- Associates
- Adrian Atkinson
- Jo Beall
- Edesio Fernandes
- Nigel Harris
- Michael Mattingly
- Patrick McAuslan
- Desmond McNeill
- Sheilah Meikle
- Diana Mitlin
- Caroline Moser
- Babar Mumtaz
- Ronaldo Ramirez
- Michael Safier
- Keith Sargent
- Katja Schäfer
- Michael Slingsby
- Anna Soave
- Nadia Taher
- Peter Townroe
- John Turner
- Patrick Wakely
- Louis Wassenhoven
Michael MATTINGLY
Submitted by frankie on Mon, 2007-01-22 05:48.
Michael Mattingly gave 29 years to consultancy, research and post-graduate teaching at the Development Planning Unit, after 14 years of international experience as an urban planner in government and consultant organisations. He has worked in over 20 countries of Africa, Asia, North and South America, and Europe. His interests now focus on:
- urban land management – including planning – that goes beyond those traditional/conventional practices that have been so ineffective in serving social and economic development;
- practices of peri-urban land management and of peri-urban livelihoods improvement;
- building capacities through training to perform the above.
Recent work in urban land management has included the preparation of a "quick guide" for ESCAP for use in small countries of Southeast Asia on the delivery of urban land for housing poor people, research on neo-customary land management in 9 Sub-Saharan African countries, jointly funded by PRUD and DFID (with Alain Durand-Lasserve), and research into rapid spatial planning practices to support urban infrastructure investment taking place in Indonesia, Nepal, and India, funded by DFID,
Peri-urban interface work has included synthesising a decade of research in Africa and India on livelihoods, poverty, and NR-based production at the peri-urban interface funded by the Natural Resources Systems Programme (DFID), advising for seven years the Natural Resources Systems Programme of research of DFID on its peri-urban interface component in India and Ghana, and developing guidelines for strategic environmental planning and management of the peri-urban interface which will benefit the poor, funded by DFID.
Training and teaching regarding these matters has included directing for many years the MSc course in urban development planning for the Development Planning Unit, delivering the MSc degree components on urban planning, on urban management, and on land for housing, lecturing in China, Argentina, and Chile on urban planning, delivering in Nigeria and Zimbabwe (for DFID) and Nepal (for GTZ), as well as in London, short training courses in urban land planning and management, and reviewing local government capacity building programmes in Jordan (for GTZ) and in Namibia (for IBIS-DANIDA).
Before joining the Development Planning Unit, he practiced urban planning for the governments of Uganda, Kenya, a London borough, a UK county, and an American city, and he worked as a planner for two private consulting firms.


EXERCISE GOAL => Reproduce exactly the span of lines beginning at the one with "I want to find *building*. Give me its bbox." and ending at the last line of the data below, omitting pictures.

RECORDS FOR THIS TASK =>
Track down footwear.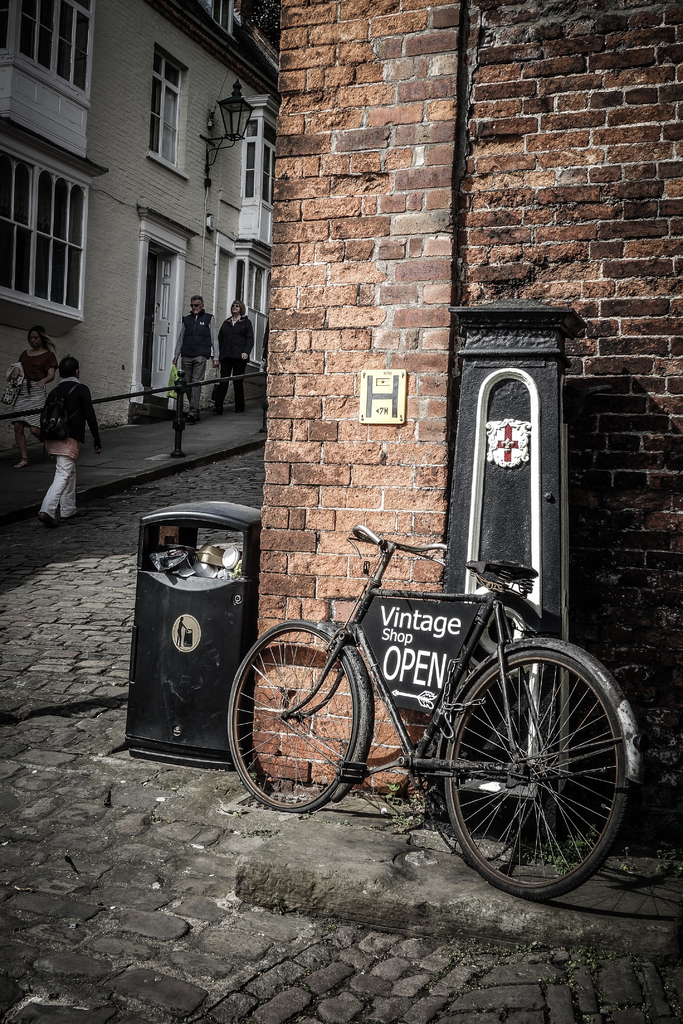
Tracked to <box>12,457,29,471</box>.
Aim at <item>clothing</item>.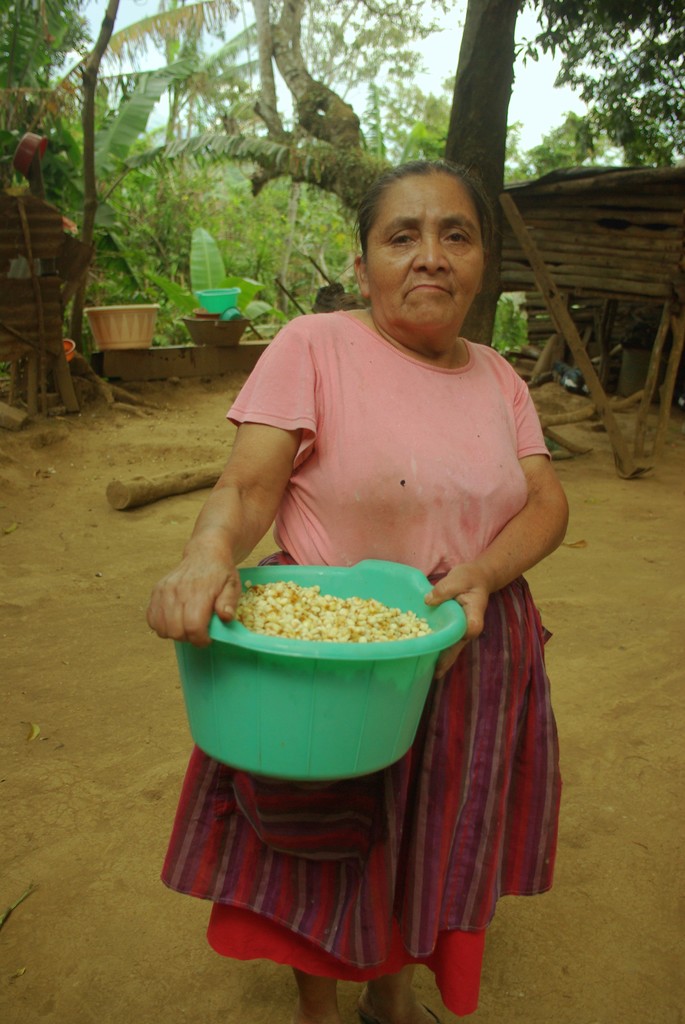
Aimed at {"left": 162, "top": 538, "right": 564, "bottom": 1018}.
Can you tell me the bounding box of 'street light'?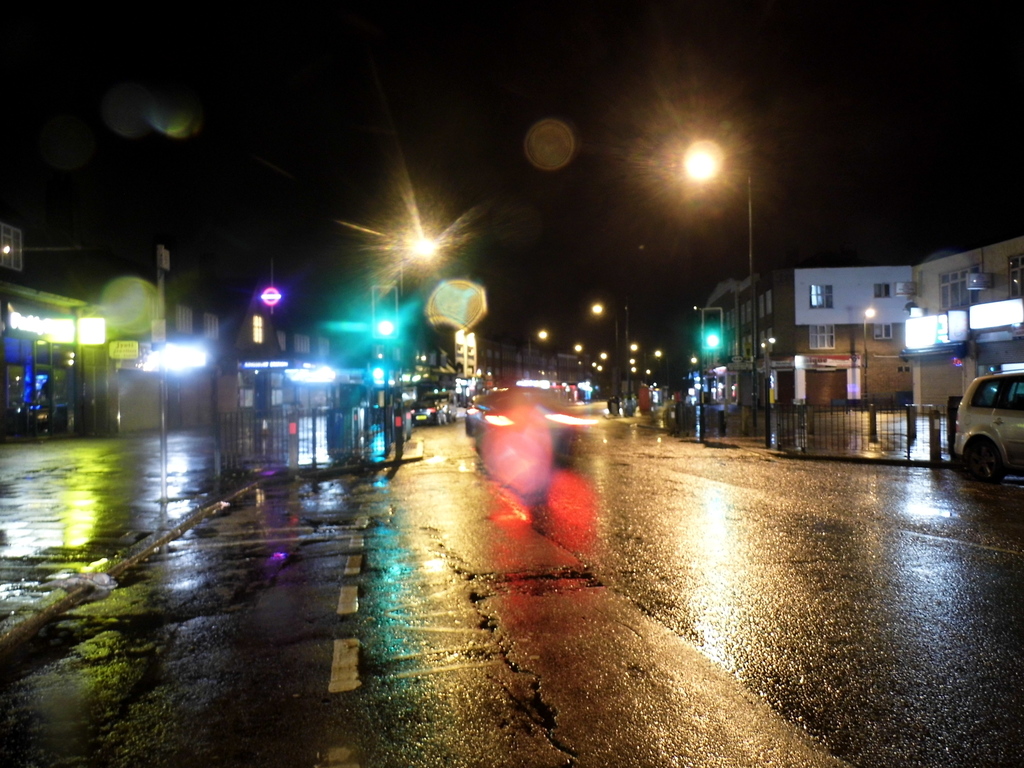
select_region(394, 234, 447, 300).
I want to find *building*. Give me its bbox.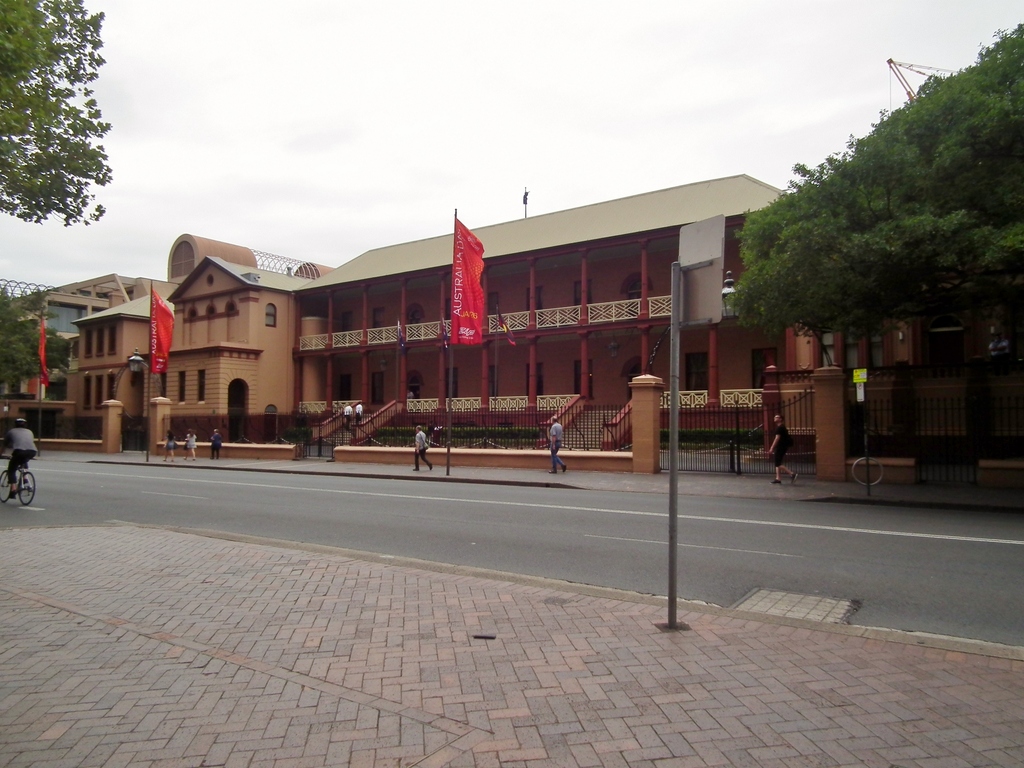
(0,275,127,403).
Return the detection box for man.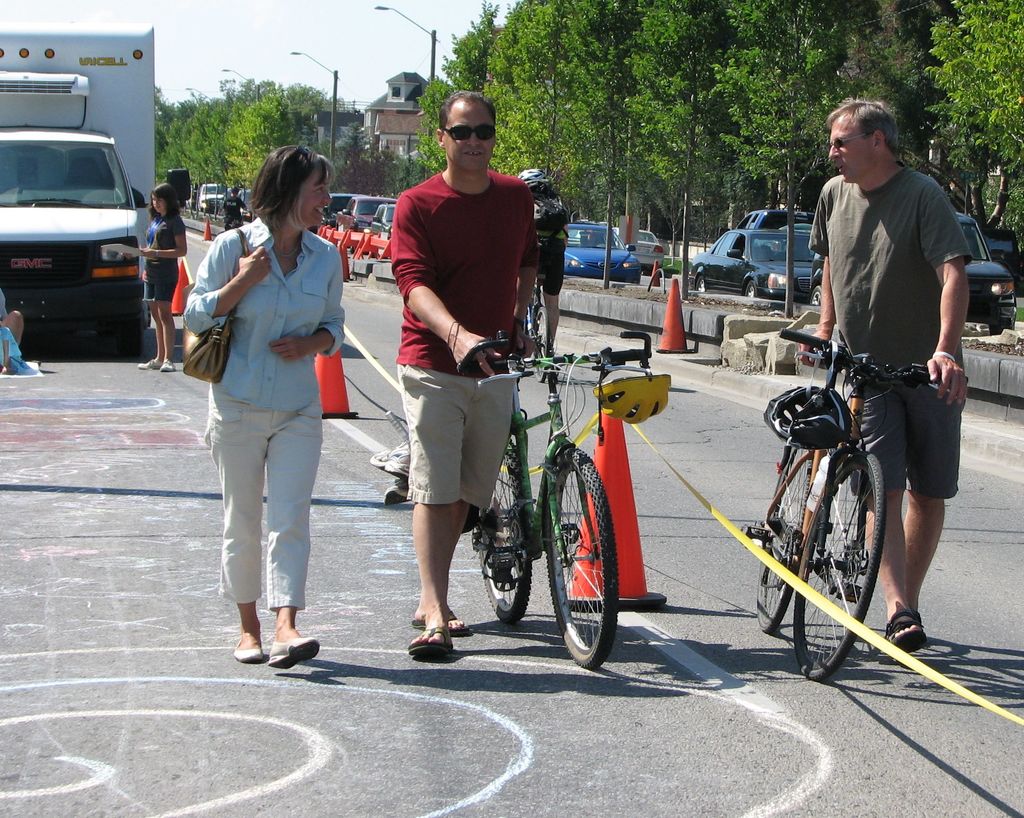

OUTPUT FOR THIS TASK =>
I want to find *building*. Give me its bbox.
(0,275,127,403).
Return the detection box for man.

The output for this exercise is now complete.